Jérôme Creel co-edited a book on the state of the European Union twenty years after the completion of the Euro, and the possible futures of Europe, and wrote an article about it.

“Weakened by a decade of unresolved economic crisis and shaken by the awakening of populism, the European Union (EU) project currently faces four disintegrating factors: Brexit, democratic disaffection, monetary and financial fragmentation and territorial dislocation,” explains the Associate professor of economics at ESCP and Director of Sciences Po’s Research Department at OFCE (Observatoire Français des Conjonctures Economiques) in the article he wrote with the other co-editors of the Report on the State of the European Union, Volume 5: The Euro at 20 and the Futures of Europe, Éloi Laurent and Jacques Le Cacheux. “If EU member states want to escape those looming risks, they must, as they always have in the last five decades, reinvent Europe in order to save it.”
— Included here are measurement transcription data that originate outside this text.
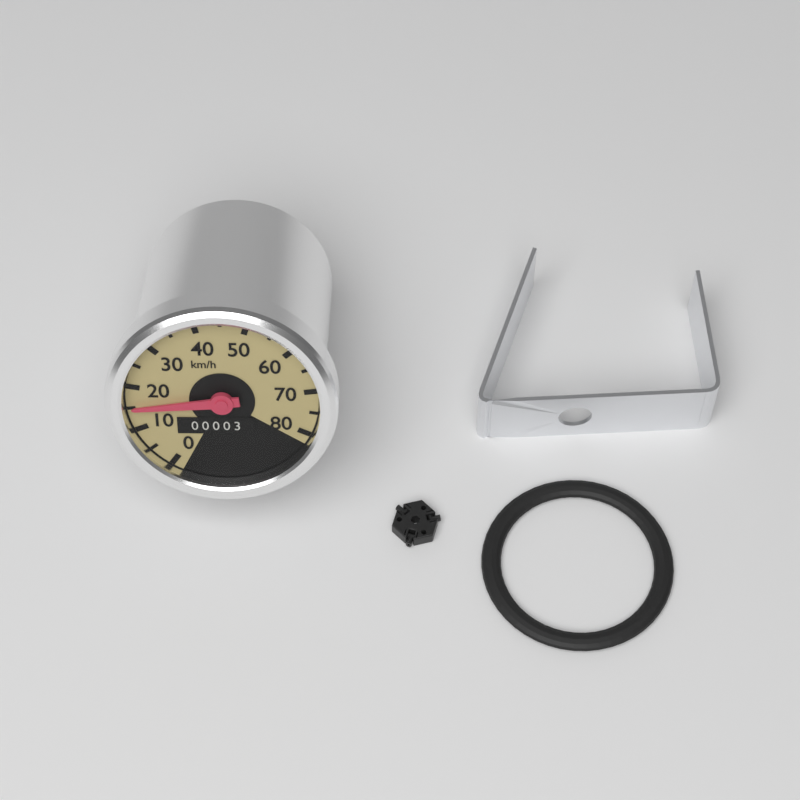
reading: 15 km/h
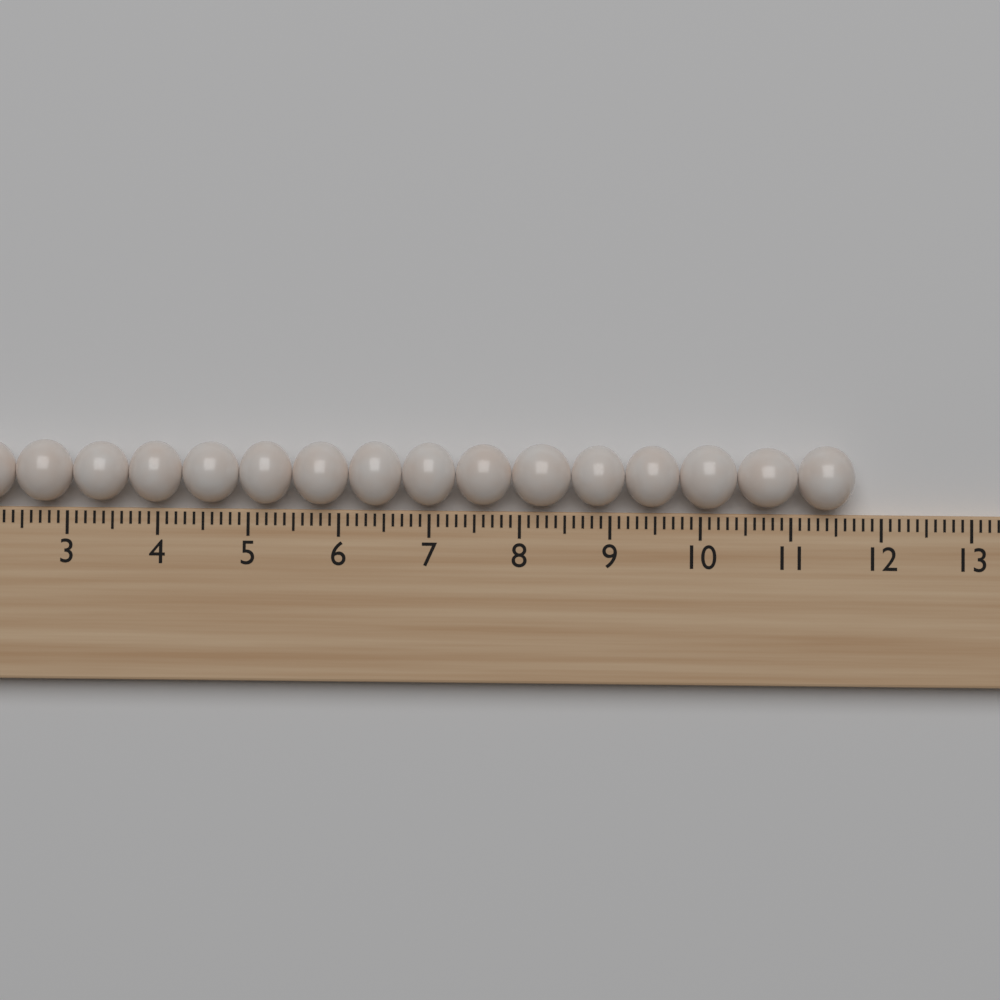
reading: 11.7 (no unit)
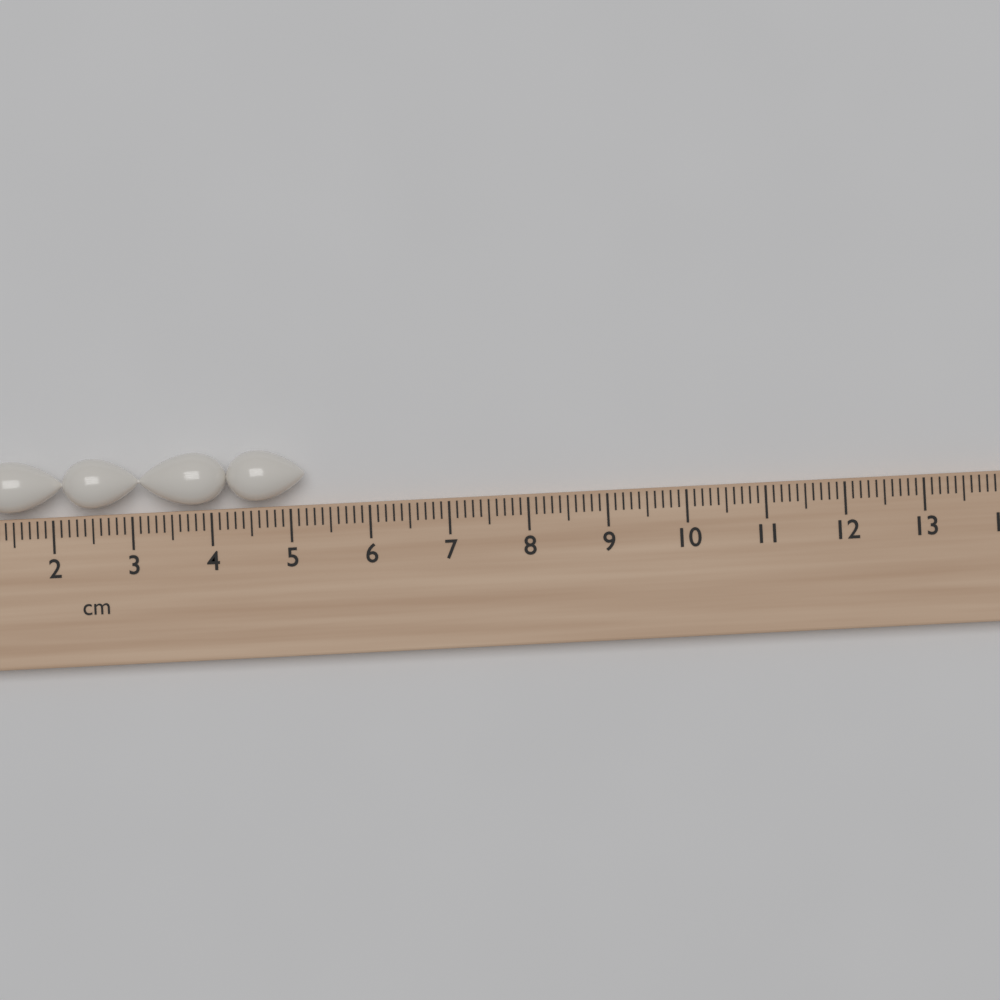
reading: 5.2 cm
The fifth instalment of the classic Report on the European Union series offers both an economic and intellectual historical perspective on the creation of the euro and its first 20 years, a comprehensive review of the current and future challenges of the euro area, including a critical look at the different options for the reform of its governance and institutional architecture, and finally a close look at the “new euros”, i.e. the ambitious projects that could instil a new life into the stalled European project. “Twenty years after the completion of monetary union, the European project needs new positive narratives to survive, the authors add. This reinvention should start by a re-visitation: how was the euro actually achieved? What are today its biggest challenges? How can it inspire future European endeavours?”
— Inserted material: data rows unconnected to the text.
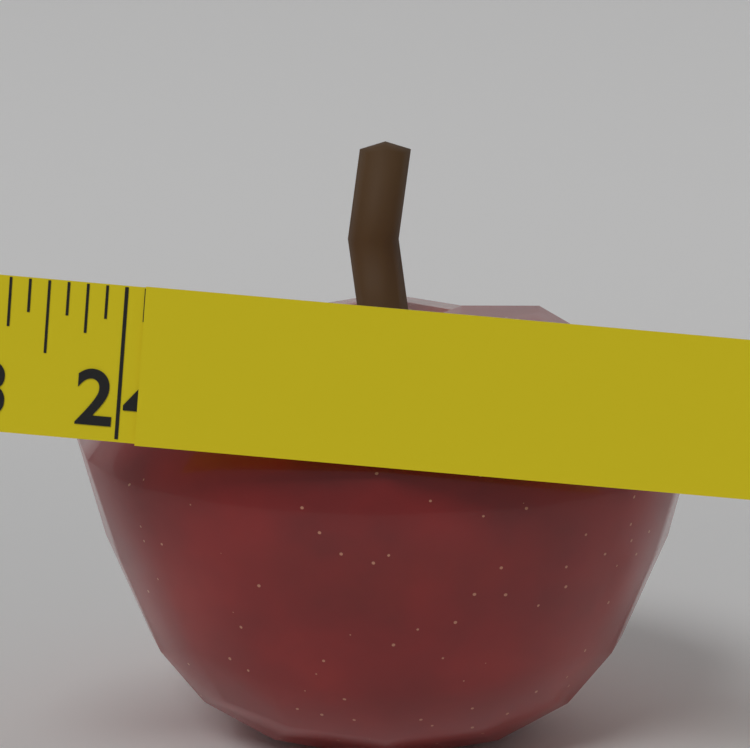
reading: 24.125 in
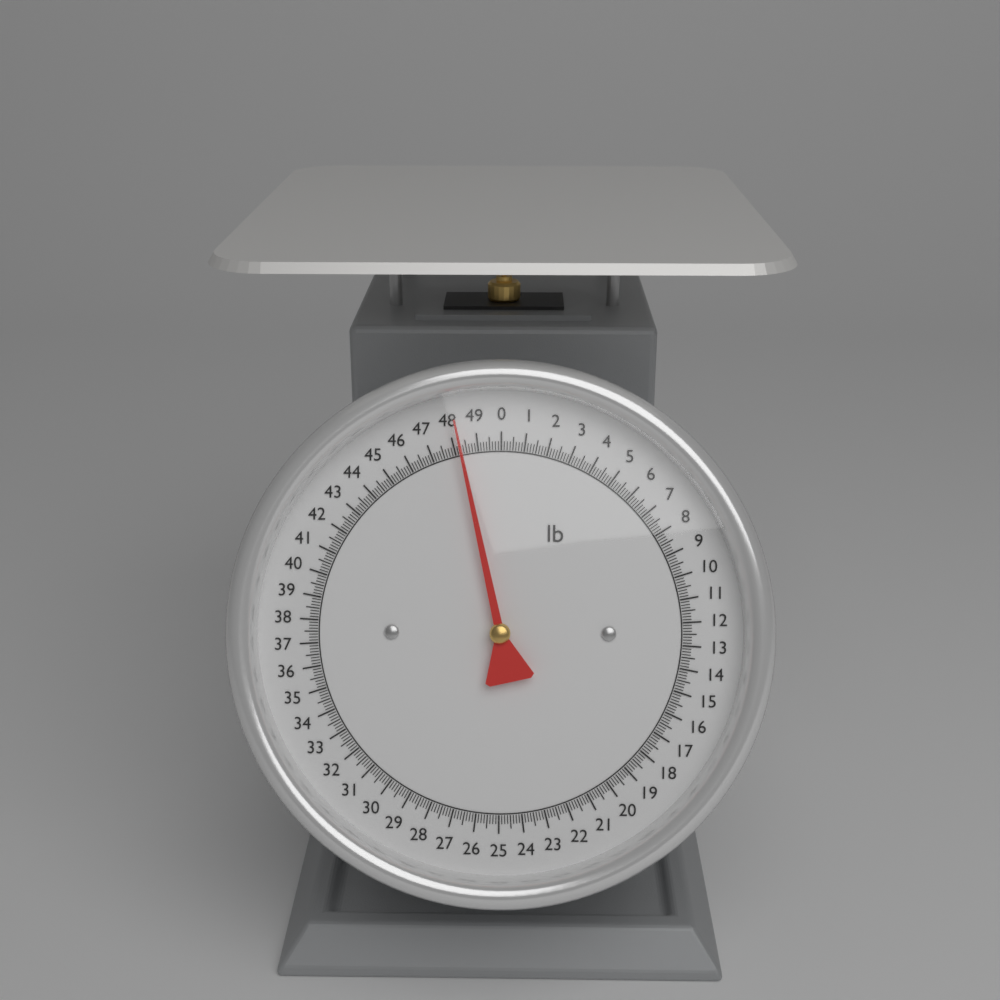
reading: 48.250 lb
Jérôme Creel’s research has focused on European integration, on the macroeconomics of the euro area, like fiscal and monetary policies and their interactions, and on financial stability. He has co-edited several books and journal issues, published many articles in leading economic journals in the field of macroeconomics and international economics, works periodically with the media and participates regularly in hearings and reports for the French and European Parliaments.
He recently contributed to EU reform discussions by writing a report for the European parliament, and was auditioned at the French National Assembly.